I'm old, so I am a stopped clock. However, I have invested my whole life including good times and bad. I believe that for a retail trader -- someone who doesn't get paid to trade other people's money-- options are bad. OK yes there are special cases like when your job requires you to hold a lot of one stock etc. I'm not going to make the case why here I am sure it has been argued to death.
I do remember smart friends getting interested in options at different times in the last thirty years because they make higher returns. Then they have a period where make lower returns, or have a real problem. I don't think its worth the attention and the trading cost for most people, even people who understand what a short is. You can't argue with a person who has been doing really well with them for five years but it always seems like people stop.
> I do remember smart friends getting interested in options at different times in the last thirty years because they make higher returns. Then they have a period where make lower returns, or have a real problem.
Volatility. Never trade options if you don’t understand volatility.
My take on why options are bad—options are bad most people because most people don’t get use from hedging, don’t have enough information about the timeline of price movements, and all you’re left with is a form of gambling. A form of gambling that’s pervasive enough to worry me. People on Reddit trying to get rich with SPY options (how could you possibly know where SPY is moving?)
Short positions are also bad, because there’s an ongoing cost to carrying a short position, and that cost is likely to cannibalize your expected gains.
Lots of good reasons around to avoid short positions and options like they’re the plague. I don’t like the “unlimited downside” reason because it’s solvable.
To people who are making lots of money in stocks or options… my question is always, “do you have high returns, or do you just have high volatility?” Because it’s easy to look at high short-term returns and believe that you’ve somehow beaten the market, when you’re really just holding a high volatility position that got lucky.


Reproduce exactly the entries from the "This screenshot has height=749, width=1505." line to the end. Skip all pictures.

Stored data

————

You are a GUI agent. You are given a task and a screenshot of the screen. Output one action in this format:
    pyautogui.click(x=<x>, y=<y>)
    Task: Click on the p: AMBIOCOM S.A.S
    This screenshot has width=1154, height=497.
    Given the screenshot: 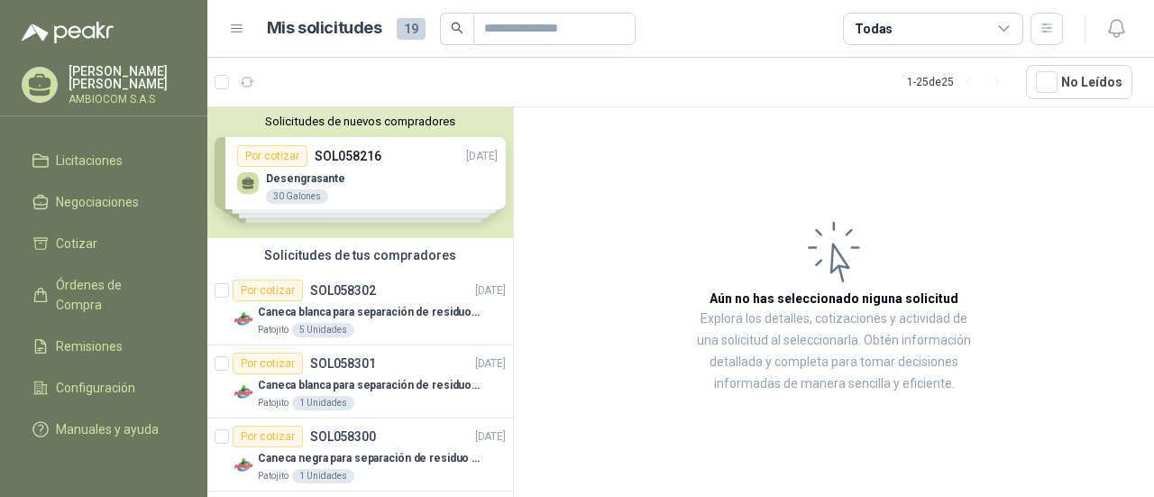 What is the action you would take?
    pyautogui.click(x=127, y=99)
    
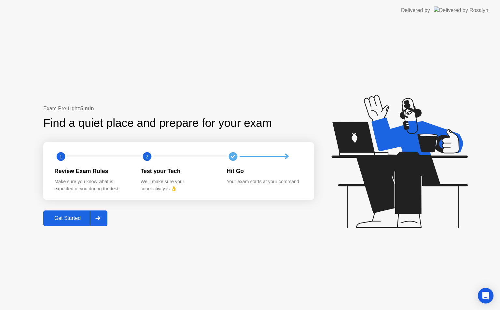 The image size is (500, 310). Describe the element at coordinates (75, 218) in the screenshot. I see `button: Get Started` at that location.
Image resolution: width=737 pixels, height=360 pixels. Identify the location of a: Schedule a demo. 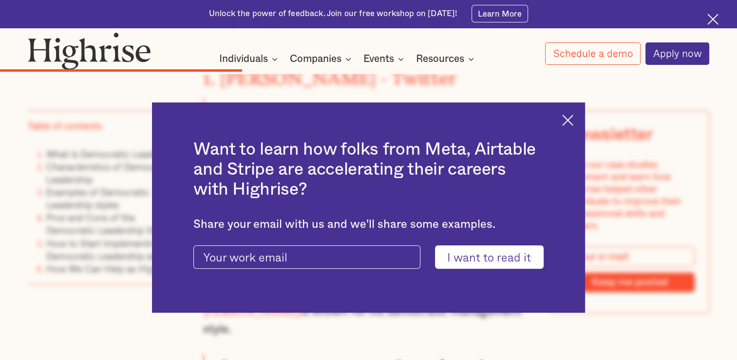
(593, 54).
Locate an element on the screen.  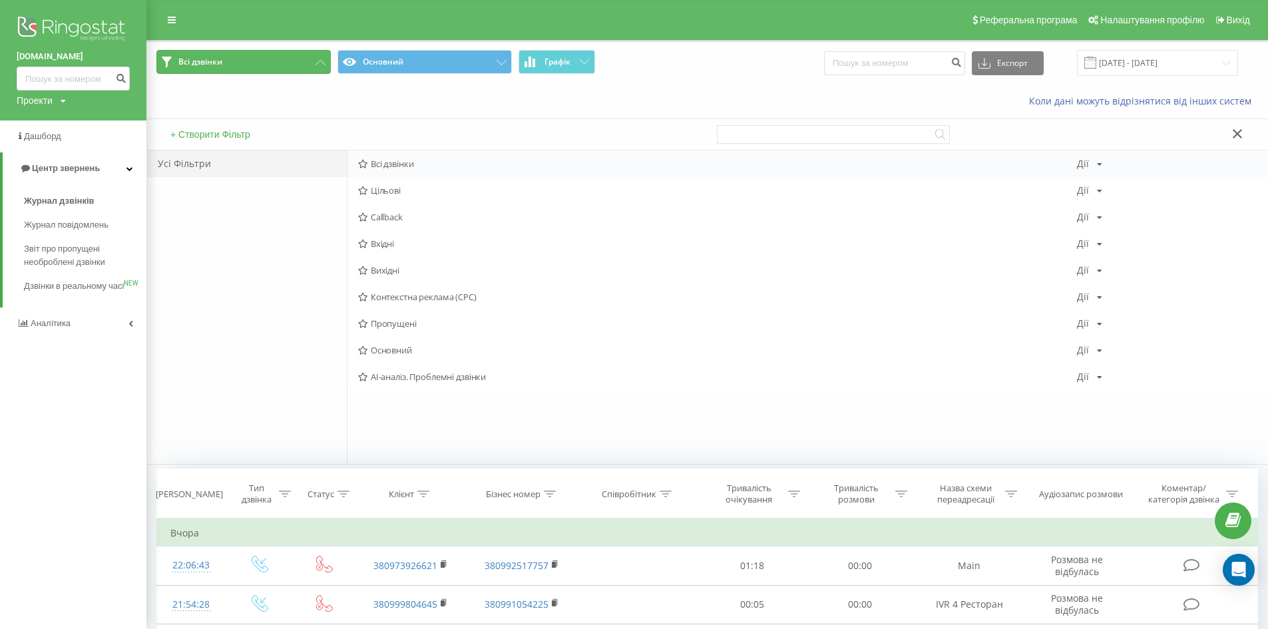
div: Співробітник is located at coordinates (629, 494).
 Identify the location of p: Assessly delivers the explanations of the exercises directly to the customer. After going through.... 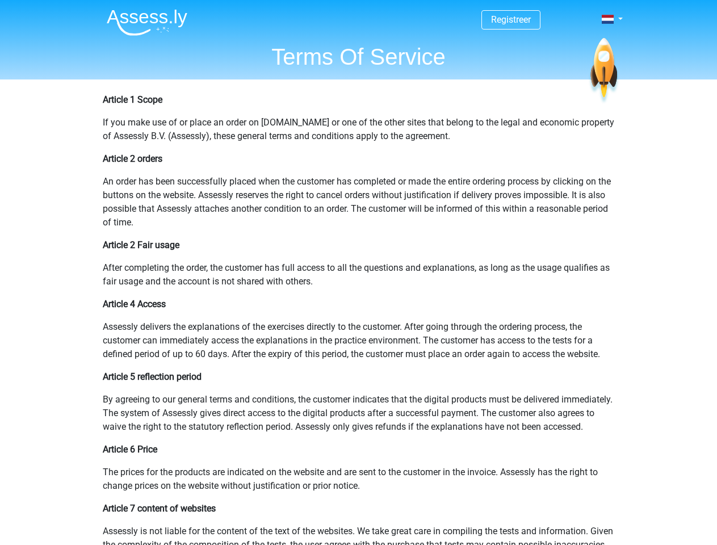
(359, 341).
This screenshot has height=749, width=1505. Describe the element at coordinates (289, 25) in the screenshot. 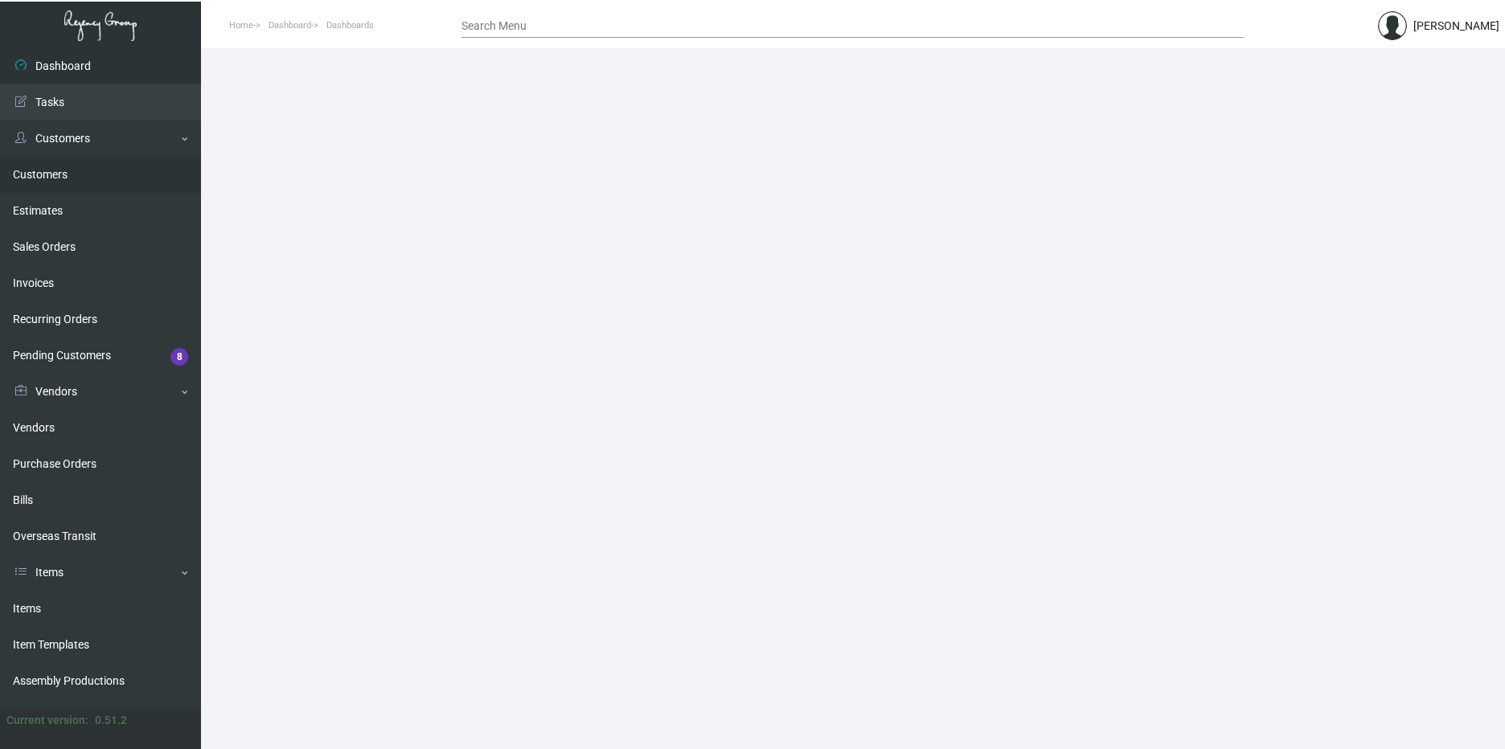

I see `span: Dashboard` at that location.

————

#### Output of the task
This screenshot has height=749, width=1505. Describe the element at coordinates (289, 25) in the screenshot. 

I see `span: Dashboard` at that location.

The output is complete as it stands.